Common considerations

Indexing a subset of audit log events

By default every event that appears in the audit log file will be picked up by Filebeat and indexed into Elasticsearch. However, you may want to index only certain audit log events. This can be achieved by using Filebeat's drop_event processor with the appropriate conditions.

For instance, you may want to only index audit log events involving the elastic user. To achieve this, edit the modules.d/elasticsearch.yml file and under the audit fileset section, add the following:

input:
  processors:
    - decode_json_fields:
        fields: [ "message" ]
        target: temp
    - drop_event:
        when:
          not:
            contains:
              temp.user.name: elastic
    - drop_fields:
        fields: [ "temp" ]

You can view the list of available audit event fields in the documentation.

Indexing audit log events in multiple Elasticsearch clusters

A single Filebeat instance can only send events to a single Elasticsearch cluster. This means that if you would like to send your audit log events to multiple Elasticsearch clusters that you have a couple of options:

  1. Run multiple Filebeat instances. Configure the output.elasticsearch section, particularly the hosts setting, of each instance to send to a different Elasticsearch cluster.
    Run multiple Filebeat instances
  2. Run a single Filebeat instance and send your audit logs to Logstash by configuring the output.logstash section in your filebeat.yml. Then configure your Logstash pipeline to with multiple elasticsearch outputs to send to multiple Elasticsearch clusters.
    Run a single Filebeat instance and send your audit logs to Logstash
  3. Run a single Filebeat instance and send your audit logs to one Elasticsearch cluster. Then use cross-cluster replication to replicate the audit logs index over to another Elasticsearch cluster.
    Run a single Filebeat instance and send your audit logs to one Elasticsearch cluster

Analyzing audit logs in Elasticsearch

Once your audit logs have been indexed into filebeat-* indices, you can start running queries against them and creating visualizations in Kibana.

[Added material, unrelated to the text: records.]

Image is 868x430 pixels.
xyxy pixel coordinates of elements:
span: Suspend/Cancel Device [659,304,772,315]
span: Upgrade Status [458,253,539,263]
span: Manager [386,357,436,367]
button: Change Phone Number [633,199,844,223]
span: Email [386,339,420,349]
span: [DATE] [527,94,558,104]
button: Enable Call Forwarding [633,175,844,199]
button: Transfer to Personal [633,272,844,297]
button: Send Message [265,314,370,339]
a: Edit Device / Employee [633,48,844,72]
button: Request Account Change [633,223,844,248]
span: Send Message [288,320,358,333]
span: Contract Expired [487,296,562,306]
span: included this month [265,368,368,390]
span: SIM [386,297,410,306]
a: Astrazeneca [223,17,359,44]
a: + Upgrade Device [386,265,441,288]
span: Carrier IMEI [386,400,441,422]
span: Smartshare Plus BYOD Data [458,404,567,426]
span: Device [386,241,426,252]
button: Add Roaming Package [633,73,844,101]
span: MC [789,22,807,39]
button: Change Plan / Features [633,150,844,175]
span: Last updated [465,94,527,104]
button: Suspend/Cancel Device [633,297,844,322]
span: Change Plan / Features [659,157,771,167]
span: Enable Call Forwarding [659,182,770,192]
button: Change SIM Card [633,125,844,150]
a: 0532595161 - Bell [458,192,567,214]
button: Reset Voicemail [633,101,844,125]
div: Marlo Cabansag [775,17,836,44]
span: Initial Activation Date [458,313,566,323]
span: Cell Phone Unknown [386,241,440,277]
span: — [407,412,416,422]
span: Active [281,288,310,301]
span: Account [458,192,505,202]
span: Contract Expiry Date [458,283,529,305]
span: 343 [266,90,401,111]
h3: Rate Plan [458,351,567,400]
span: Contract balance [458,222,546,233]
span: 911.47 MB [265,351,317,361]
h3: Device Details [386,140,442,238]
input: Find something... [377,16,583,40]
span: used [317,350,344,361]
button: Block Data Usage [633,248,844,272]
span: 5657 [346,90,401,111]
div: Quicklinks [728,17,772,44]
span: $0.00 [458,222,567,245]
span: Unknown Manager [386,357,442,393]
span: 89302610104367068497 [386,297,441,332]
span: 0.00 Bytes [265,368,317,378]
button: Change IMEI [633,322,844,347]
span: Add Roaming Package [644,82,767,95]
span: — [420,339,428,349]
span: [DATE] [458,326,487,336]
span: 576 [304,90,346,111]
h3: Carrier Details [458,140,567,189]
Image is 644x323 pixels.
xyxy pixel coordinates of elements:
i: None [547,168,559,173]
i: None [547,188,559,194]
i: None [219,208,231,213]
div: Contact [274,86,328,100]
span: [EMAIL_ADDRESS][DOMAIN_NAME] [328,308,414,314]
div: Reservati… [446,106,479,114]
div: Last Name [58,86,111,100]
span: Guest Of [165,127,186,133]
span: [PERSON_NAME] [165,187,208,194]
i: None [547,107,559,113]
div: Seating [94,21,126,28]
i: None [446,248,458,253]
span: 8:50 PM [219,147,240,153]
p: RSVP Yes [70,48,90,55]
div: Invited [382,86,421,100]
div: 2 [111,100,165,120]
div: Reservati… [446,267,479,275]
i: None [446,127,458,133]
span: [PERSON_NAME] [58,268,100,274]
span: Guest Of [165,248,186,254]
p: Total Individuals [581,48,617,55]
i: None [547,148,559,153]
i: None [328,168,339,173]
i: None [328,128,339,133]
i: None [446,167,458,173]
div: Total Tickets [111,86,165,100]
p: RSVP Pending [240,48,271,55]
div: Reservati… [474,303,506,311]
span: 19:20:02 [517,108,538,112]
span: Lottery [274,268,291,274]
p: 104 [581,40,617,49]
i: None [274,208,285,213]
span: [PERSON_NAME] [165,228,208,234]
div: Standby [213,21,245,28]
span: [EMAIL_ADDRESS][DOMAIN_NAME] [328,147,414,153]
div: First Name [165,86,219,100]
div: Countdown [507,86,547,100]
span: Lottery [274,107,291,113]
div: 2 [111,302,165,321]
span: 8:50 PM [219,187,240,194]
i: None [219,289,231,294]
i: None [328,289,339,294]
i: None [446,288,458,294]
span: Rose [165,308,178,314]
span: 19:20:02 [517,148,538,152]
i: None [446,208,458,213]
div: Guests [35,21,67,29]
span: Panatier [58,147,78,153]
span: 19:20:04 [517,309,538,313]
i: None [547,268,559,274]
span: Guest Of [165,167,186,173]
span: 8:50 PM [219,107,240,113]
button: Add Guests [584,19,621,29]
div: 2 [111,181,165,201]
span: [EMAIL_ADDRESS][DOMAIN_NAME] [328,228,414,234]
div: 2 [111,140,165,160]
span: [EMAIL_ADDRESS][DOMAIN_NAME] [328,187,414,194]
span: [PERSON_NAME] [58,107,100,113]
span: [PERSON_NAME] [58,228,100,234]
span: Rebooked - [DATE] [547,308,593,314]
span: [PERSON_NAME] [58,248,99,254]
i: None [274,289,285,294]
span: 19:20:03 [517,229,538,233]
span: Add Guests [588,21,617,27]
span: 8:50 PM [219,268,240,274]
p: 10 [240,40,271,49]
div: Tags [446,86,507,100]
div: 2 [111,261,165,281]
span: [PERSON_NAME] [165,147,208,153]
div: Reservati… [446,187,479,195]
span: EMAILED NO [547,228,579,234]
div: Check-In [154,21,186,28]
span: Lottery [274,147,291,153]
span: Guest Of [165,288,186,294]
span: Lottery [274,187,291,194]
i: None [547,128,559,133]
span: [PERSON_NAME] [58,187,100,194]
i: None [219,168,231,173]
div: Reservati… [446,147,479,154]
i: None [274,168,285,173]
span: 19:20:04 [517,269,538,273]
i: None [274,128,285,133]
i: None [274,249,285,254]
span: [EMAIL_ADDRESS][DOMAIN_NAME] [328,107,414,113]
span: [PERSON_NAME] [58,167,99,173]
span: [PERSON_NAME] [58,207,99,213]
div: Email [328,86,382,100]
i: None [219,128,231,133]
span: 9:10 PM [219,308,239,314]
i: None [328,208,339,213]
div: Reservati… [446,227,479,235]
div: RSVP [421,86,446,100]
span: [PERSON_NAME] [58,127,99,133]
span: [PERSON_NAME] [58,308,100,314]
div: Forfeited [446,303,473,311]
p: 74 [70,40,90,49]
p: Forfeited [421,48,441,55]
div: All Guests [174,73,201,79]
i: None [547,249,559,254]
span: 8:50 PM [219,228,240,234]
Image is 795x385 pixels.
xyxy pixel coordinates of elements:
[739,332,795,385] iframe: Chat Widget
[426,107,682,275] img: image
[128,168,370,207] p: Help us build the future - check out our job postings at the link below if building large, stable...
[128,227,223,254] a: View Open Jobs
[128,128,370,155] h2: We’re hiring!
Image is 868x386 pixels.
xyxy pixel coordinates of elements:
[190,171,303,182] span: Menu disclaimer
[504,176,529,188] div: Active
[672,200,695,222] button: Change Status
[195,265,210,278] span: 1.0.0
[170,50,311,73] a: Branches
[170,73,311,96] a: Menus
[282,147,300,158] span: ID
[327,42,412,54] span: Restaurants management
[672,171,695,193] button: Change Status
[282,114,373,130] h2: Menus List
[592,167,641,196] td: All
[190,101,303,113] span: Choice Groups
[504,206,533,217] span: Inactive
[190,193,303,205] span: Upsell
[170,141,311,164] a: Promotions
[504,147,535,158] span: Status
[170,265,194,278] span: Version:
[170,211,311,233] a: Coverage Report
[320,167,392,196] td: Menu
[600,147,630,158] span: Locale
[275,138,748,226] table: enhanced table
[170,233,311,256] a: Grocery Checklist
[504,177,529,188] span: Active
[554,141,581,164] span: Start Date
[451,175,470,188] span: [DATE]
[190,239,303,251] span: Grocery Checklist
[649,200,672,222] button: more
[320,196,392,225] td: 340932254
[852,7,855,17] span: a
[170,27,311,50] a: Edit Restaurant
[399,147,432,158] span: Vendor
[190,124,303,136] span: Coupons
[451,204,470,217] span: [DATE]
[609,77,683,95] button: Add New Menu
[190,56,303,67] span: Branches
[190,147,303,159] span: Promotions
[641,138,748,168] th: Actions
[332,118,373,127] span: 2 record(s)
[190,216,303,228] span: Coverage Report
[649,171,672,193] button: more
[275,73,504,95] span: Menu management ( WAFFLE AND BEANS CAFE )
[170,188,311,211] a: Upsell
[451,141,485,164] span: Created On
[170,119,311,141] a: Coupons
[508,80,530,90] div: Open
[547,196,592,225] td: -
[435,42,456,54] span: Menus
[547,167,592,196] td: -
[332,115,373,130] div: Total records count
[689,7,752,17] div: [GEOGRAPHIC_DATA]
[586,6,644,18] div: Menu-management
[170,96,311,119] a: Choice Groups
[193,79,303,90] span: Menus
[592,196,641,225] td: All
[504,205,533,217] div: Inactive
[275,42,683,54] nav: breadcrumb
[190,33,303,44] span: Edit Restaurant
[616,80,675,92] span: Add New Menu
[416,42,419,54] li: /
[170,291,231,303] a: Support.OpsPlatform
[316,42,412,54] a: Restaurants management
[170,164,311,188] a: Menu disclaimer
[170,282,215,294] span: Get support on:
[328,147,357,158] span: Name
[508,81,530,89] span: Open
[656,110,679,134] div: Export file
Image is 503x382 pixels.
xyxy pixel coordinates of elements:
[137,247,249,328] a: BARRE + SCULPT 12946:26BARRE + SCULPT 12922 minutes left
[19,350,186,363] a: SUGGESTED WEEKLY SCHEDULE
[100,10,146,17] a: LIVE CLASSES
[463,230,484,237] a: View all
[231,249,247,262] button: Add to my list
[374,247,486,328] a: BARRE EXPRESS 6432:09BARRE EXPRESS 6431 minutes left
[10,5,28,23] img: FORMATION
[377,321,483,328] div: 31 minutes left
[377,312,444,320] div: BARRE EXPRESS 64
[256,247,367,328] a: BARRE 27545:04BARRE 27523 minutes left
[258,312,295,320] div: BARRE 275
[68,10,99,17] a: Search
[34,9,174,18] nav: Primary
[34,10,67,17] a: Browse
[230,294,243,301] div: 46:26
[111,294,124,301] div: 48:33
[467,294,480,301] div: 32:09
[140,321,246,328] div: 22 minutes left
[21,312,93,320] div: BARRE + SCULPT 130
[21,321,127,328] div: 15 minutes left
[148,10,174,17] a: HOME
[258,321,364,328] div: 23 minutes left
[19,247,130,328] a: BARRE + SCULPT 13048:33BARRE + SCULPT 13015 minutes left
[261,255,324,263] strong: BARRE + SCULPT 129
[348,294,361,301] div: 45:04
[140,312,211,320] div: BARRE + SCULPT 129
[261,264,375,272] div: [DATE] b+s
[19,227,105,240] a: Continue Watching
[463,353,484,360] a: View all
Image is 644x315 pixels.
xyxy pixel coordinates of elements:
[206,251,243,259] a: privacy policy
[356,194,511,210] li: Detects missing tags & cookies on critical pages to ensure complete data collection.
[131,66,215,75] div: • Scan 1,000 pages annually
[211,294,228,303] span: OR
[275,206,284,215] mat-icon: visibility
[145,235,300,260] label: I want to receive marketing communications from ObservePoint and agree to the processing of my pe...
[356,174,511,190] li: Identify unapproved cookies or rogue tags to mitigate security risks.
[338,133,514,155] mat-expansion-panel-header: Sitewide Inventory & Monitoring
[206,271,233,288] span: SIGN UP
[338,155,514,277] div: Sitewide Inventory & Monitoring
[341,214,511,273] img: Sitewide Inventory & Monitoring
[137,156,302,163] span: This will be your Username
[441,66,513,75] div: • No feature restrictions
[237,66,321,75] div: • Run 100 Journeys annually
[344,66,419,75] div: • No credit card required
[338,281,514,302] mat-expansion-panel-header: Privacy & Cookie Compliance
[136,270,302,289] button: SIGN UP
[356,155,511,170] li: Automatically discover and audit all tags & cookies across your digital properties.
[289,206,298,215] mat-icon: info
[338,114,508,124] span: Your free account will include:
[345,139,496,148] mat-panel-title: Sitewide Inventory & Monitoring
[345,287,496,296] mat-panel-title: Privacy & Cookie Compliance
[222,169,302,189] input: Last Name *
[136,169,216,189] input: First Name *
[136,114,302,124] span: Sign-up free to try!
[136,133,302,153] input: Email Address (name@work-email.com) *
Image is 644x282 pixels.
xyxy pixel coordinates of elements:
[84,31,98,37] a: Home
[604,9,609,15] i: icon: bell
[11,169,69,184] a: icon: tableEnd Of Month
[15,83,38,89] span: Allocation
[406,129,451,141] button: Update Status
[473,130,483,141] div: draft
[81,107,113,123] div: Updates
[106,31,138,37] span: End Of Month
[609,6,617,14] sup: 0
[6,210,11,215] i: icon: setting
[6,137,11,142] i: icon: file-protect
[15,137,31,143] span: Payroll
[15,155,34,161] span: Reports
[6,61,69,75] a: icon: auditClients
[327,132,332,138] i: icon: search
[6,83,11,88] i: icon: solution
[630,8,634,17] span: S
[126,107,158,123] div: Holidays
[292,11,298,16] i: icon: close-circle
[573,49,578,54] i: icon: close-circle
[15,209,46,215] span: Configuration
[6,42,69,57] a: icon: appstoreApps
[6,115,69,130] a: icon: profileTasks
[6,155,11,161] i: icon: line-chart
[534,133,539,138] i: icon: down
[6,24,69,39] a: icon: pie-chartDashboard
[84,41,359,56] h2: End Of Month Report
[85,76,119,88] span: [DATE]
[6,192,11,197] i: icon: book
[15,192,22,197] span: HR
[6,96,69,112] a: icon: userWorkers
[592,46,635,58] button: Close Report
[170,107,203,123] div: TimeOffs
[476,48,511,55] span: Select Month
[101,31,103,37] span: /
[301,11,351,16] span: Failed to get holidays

For instance, here's a sample query to count the different types of Elasticsearch transport-level actions that were performed every hour:

POST filebeat-*/_search
{
  "size": 0, 
  "query": {
    "bool": {
      "filter": {
        "term": {
          "event.dataset": "elasticsearch.audit"
        }
      }
    }
  },
  "aggs": {
    "by_hour": {
      "date_histogram": {
        "field": "@timestamp",
        "interval": "1h"
      },
      "aggs": {
        "by_event_type": {
          "terms": {
            "field": "elasticsearch.audit.action"
          }
        }
      }
    }
  }
}

But wait, there's more!

Not only can Filebeat ingest Elasticsearch audit logs but it can also ingest other types of Elasticsearch logs — the main server log, GC log, slow log and deprecation log. Think of all the amazing correlation and other analysis you could do in Kibana about the all the events happening in your Elasticsearch cluster!

And if you're looking for an Elasticsearch cluster to send your audit — and other — logs to try taking our Elasticsearch Service for a 14-day free trial!

As always, questions are welcome (and encouraged) on our Discuss forums.